AgencyFinanceJune 20267 min read

How to Build a Cash Flow Forecast for Your Media Agency

Two campaigns live, a third launching at end of month, six figures in ad spend across platforms. On paper, revenue looks strong — then platform billing cycles hit before client invoices clear. That gap is where your cash position quietly breaks.

P PrashantWorkDesignOS · Systems for agencies
Cash flow forecast for media agencies
Key takeaway

Media agency cash problems are timing problems, not revenue problems. Map when platform spend clears against when client invoices land — that gap is the whole game.

Two campaigns are live. A third launches at end of month. You're managing six figures in ad spend across Meta and Google on behalf of three clients. On paper, revenue looks strong. Then the platform billing cycles hit. The spend you fronted in week two of the campaign clears your account before the client's invoice does. And that gap — days, sometimes two weeks — is where your cash position quietly breaks.

Why most forecasts don't survive contact with reality

Most media agency founders who've tried cashflow forecasting pulled their numbers from accounting history. What came in last month. What went out. That tells you nothing useful about the next 45 days.

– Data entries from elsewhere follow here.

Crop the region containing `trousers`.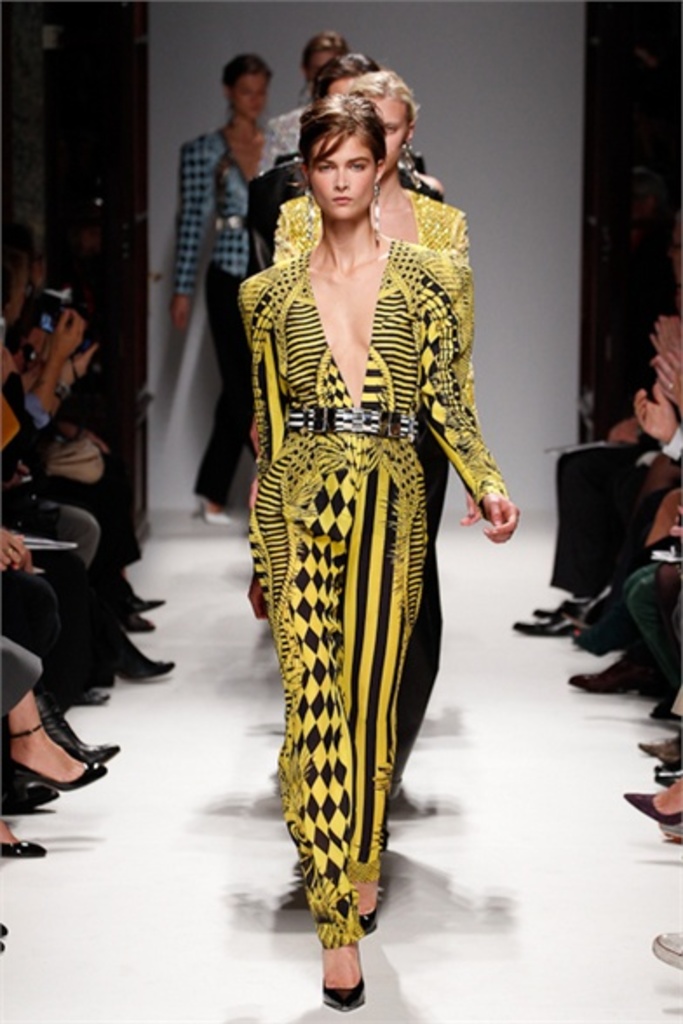
Crop region: [x1=17, y1=542, x2=141, y2=676].
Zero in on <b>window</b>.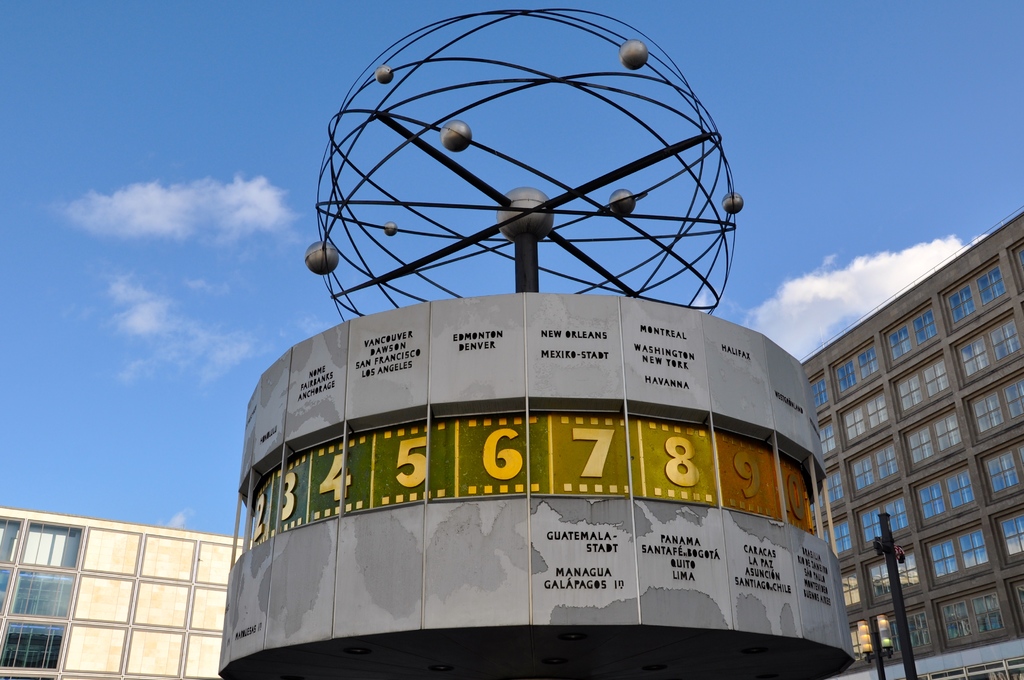
Zeroed in: {"x1": 841, "y1": 573, "x2": 860, "y2": 607}.
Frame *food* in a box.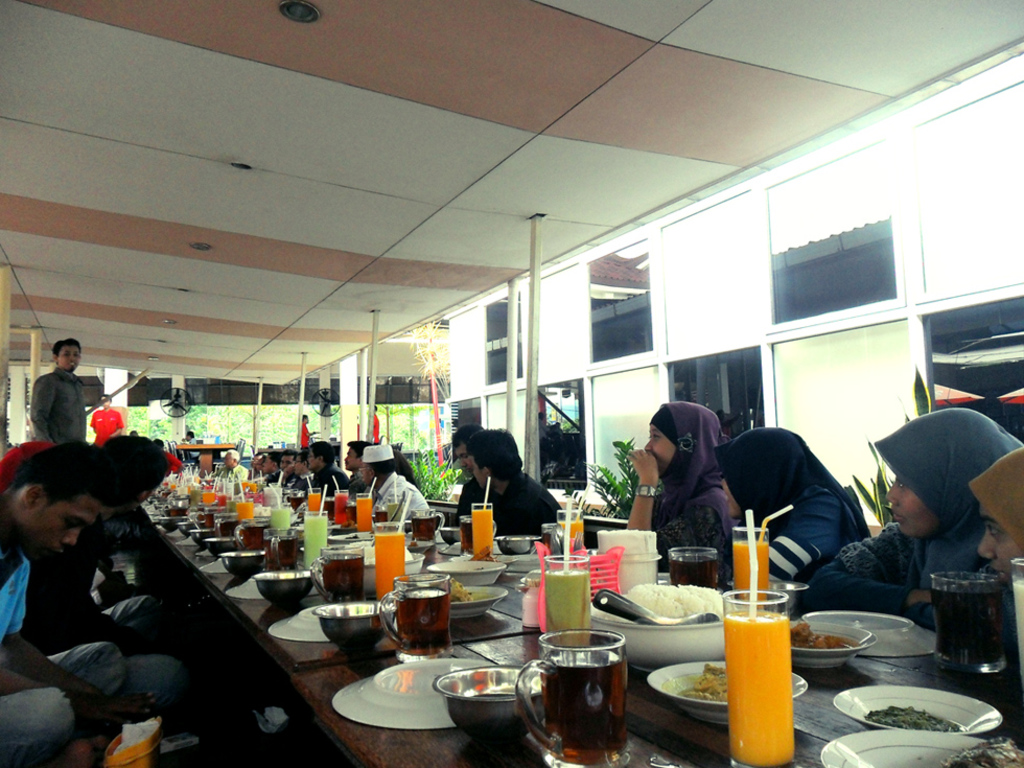
crop(624, 580, 726, 622).
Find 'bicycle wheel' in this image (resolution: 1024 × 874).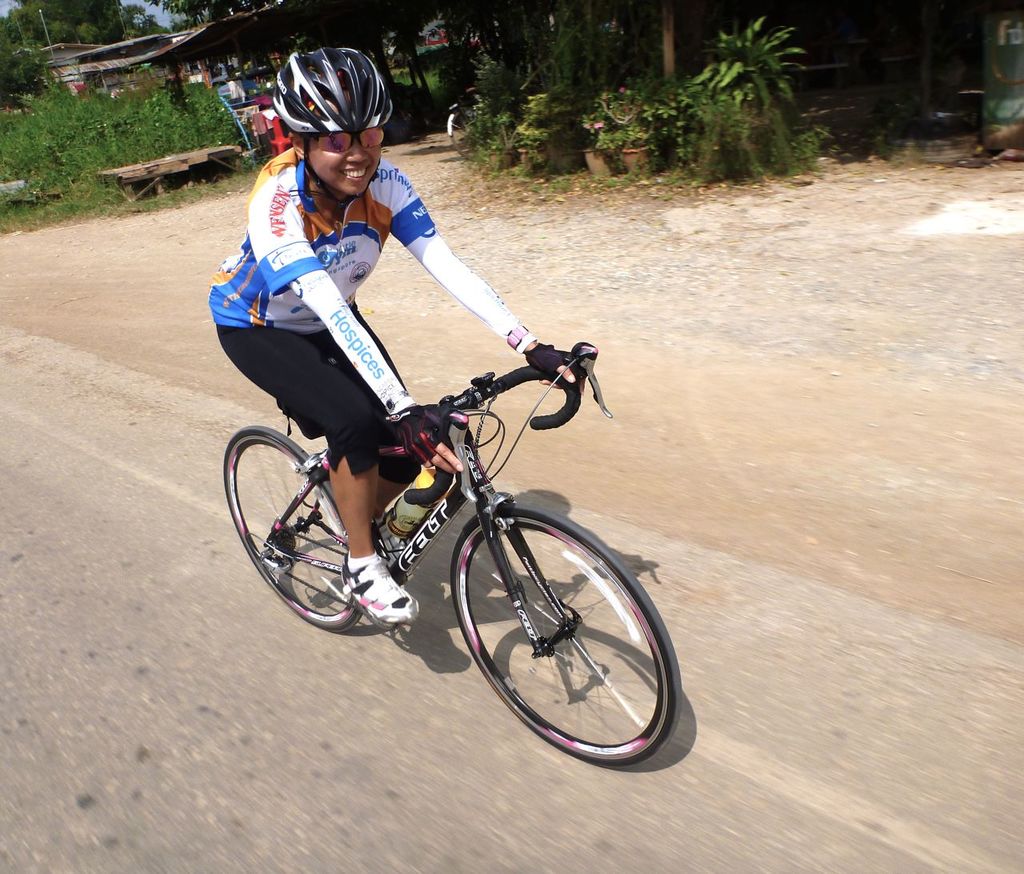
(222,423,360,630).
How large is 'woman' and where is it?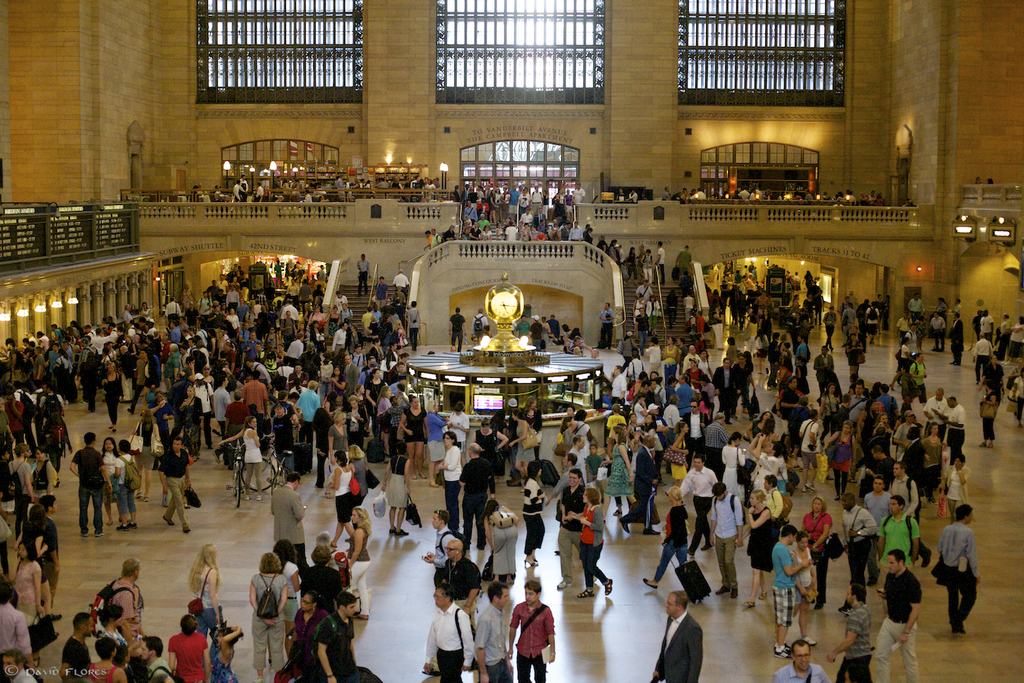
Bounding box: region(382, 442, 416, 535).
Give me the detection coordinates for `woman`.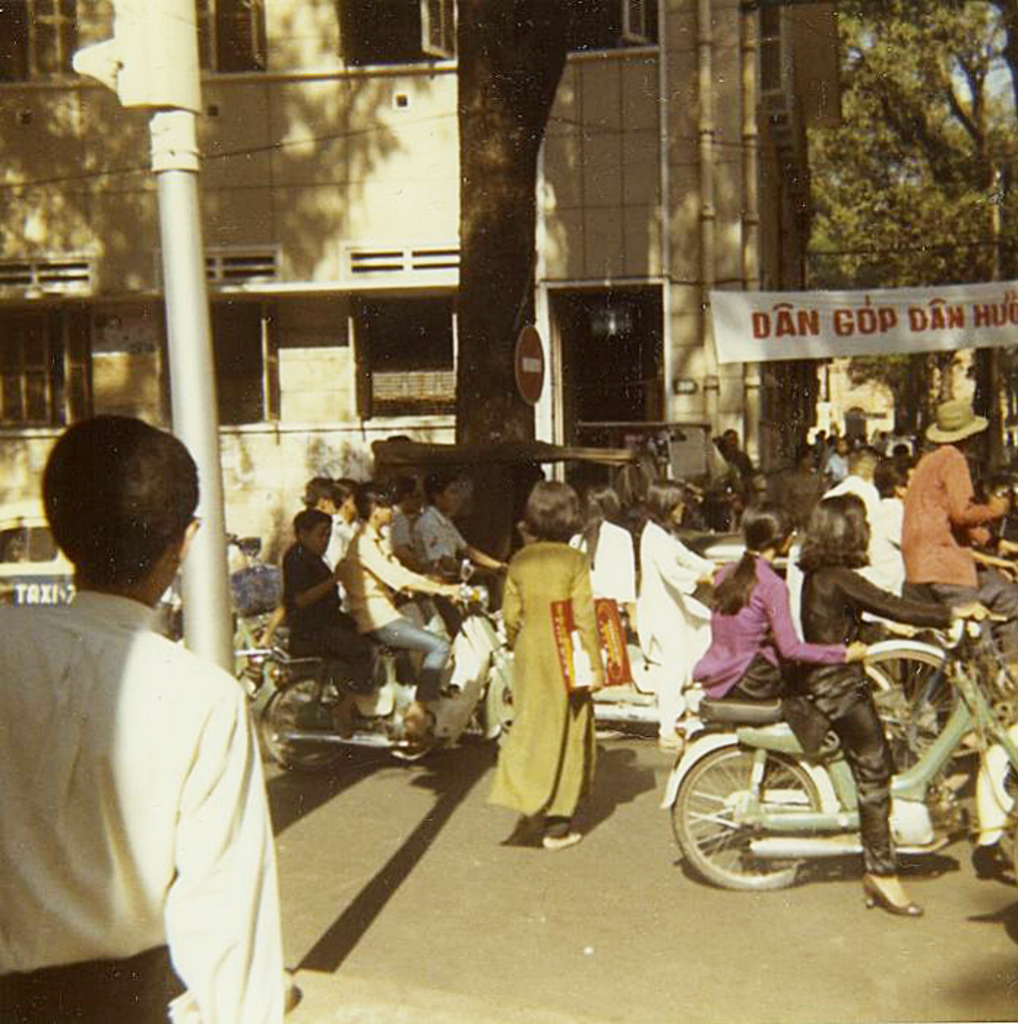
bbox=[793, 492, 999, 911].
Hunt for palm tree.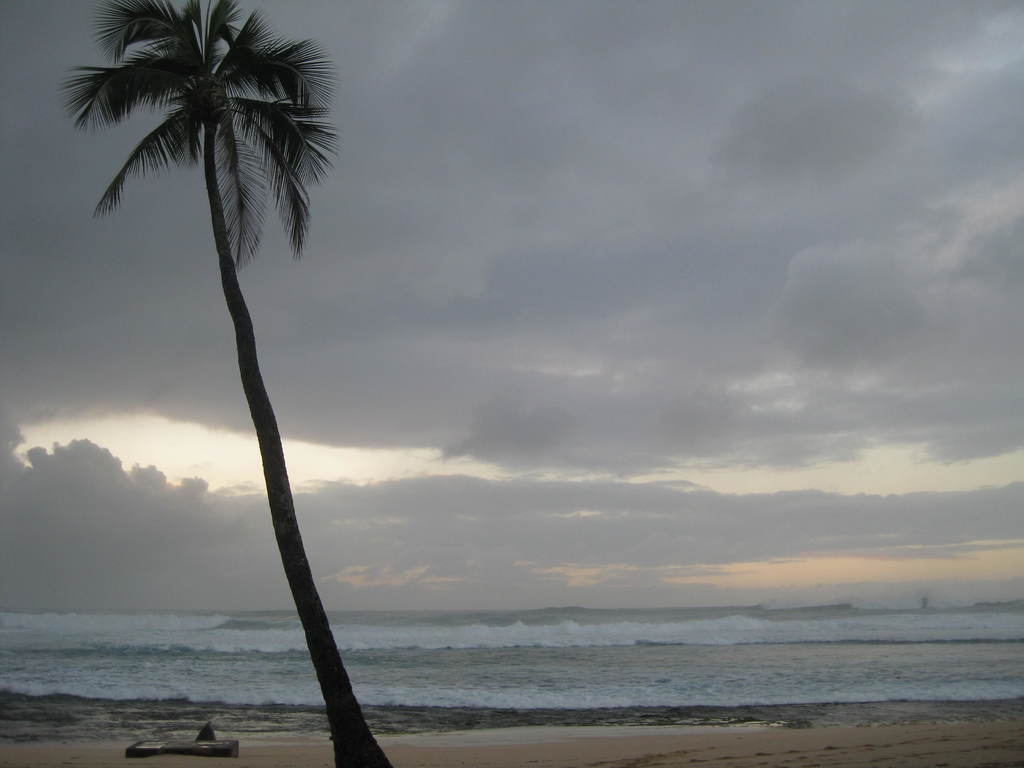
Hunted down at rect(55, 0, 442, 729).
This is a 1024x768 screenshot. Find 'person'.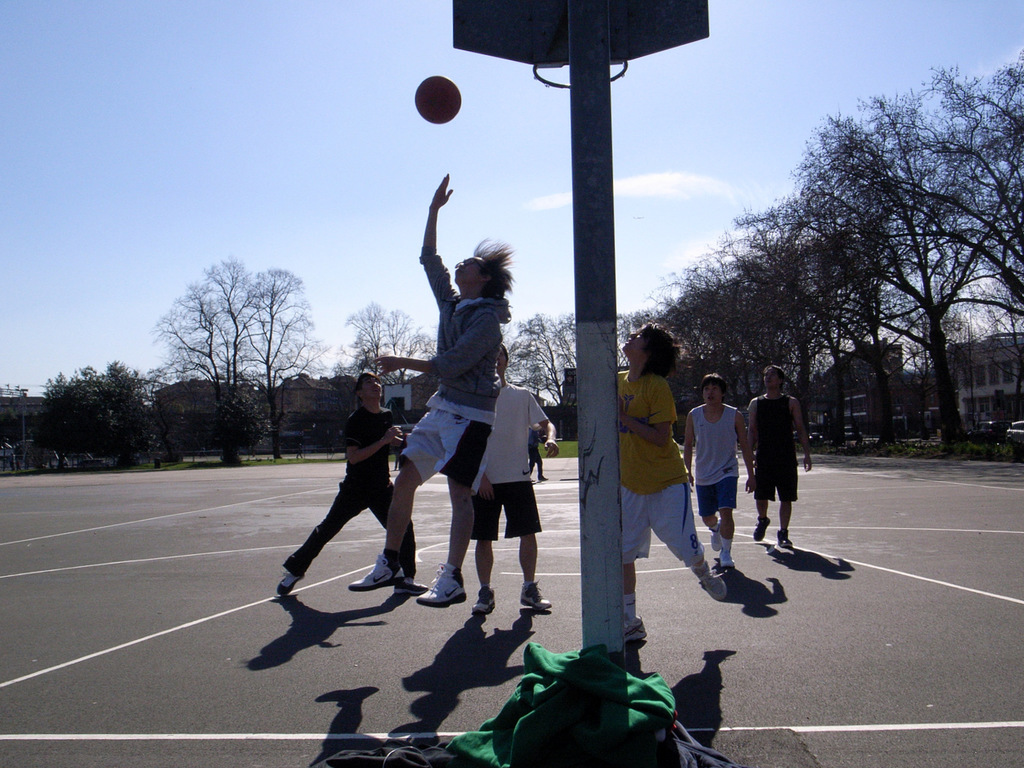
Bounding box: Rect(467, 343, 561, 614).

It doesn't show that the performance report for Client A triggers the retainer invoice, and that report isn't done. It doesn't show that an attribution discrepancy is holding up sign-off on the last campaign. It doesn't show that two campaign retainers renew in the same week as platform billing for a third client.

A cash flow projection built from past transactions is a lagging indicator. One built from your campaign pipeline is a forward view.

The 3 numbers media agencies need to track

1. Receivables due

Every invoice sent and not yet paid. Retainer invoices, campaign billing, performance fees. Due dates, amounts, clients. In a media agency with four to eight active clients, this list often exists in three different places — and nobody has the combined total.

2. Invoices outstanding

Work completed, not yet invoiced. Performance reports delivered but invoice not yet sent. Campaign flights finished, billing pending client approval of spend reconciliation. Monthly retainer due but invoice draft sitting in someone's queue. Real money sitting unclaimed.

3. Projected inflows by month

Active campaigns and retainers, mapped to when payment actually arrives — not when work is done. Not "this campaign retainer is $8K/month." What you need is: "Invoice goes out on the 1st. Client pays net-30. That means inflow on the 31st — after payroll on the 25th." That single timing gap kills more media agency months than anything else.

How to build it

Step 1 — List every active retainer and campaign. Retainers: monthly fee, invoice date, expected payment date. Campaigns: end date, any milestone invoicing in flight, payment terms per client.

Step 2 — Pull all open invoices. Every sent invoice. Status. Due date. Days overdue. Include any platform billing you're fronting on behalf of clients — Meta, Google, TikTok. These are outflows that need to appear on the same timeline as inflows.

Step 3 — Map the next 90 days. Month 1, Month 2, Month 3. Confirmed inflows: retainer payments at due dates, invoices already sent. Conditional inflows: campaign invoices pending performance reports, billings tied to client attribution sign-off.

Step 4 — Lay your fixed costs against it. Payroll. Contractor and freelance campaign managers. Platform spend you're fronting before recovery. Software: attribution tools, campaign management platforms. Any cost that clears regardless of when clients pay.

"We were profitable every month on paper. But there were two weeks in every month when I genuinely didn't know if payroll would clear." — Media agency founder. That's a timing problem, not a revenue problem. It's solvable with a system.

One place to track it

The Finance + Invoices module in Agency OS tracks every invoice by status — Draft, Sent, Due, Overdue, Paid — linked to the client record. Outstanding invoices are visible in a single filtered view. MRR is calculated automatically from active clients.

When invoice status is accurate and current, the 90-day forecast requires no spreadsheet. The data is already there.

Why this structure works for media agencies specifically

Media agency billing moves in cycles — campaign launches, performance reviews, platform reconciliations, monthly retainer resets. When those cycles are mapped to payment dates on a single calendar, the dangerous weeks become visible before they arrive. You stop guessing. You start planning.

Every open campaign. Every open invoice. Every expected payment in the next 90 days. Map it once. It doesn't need to be elaborate. It needs to be honest about timing.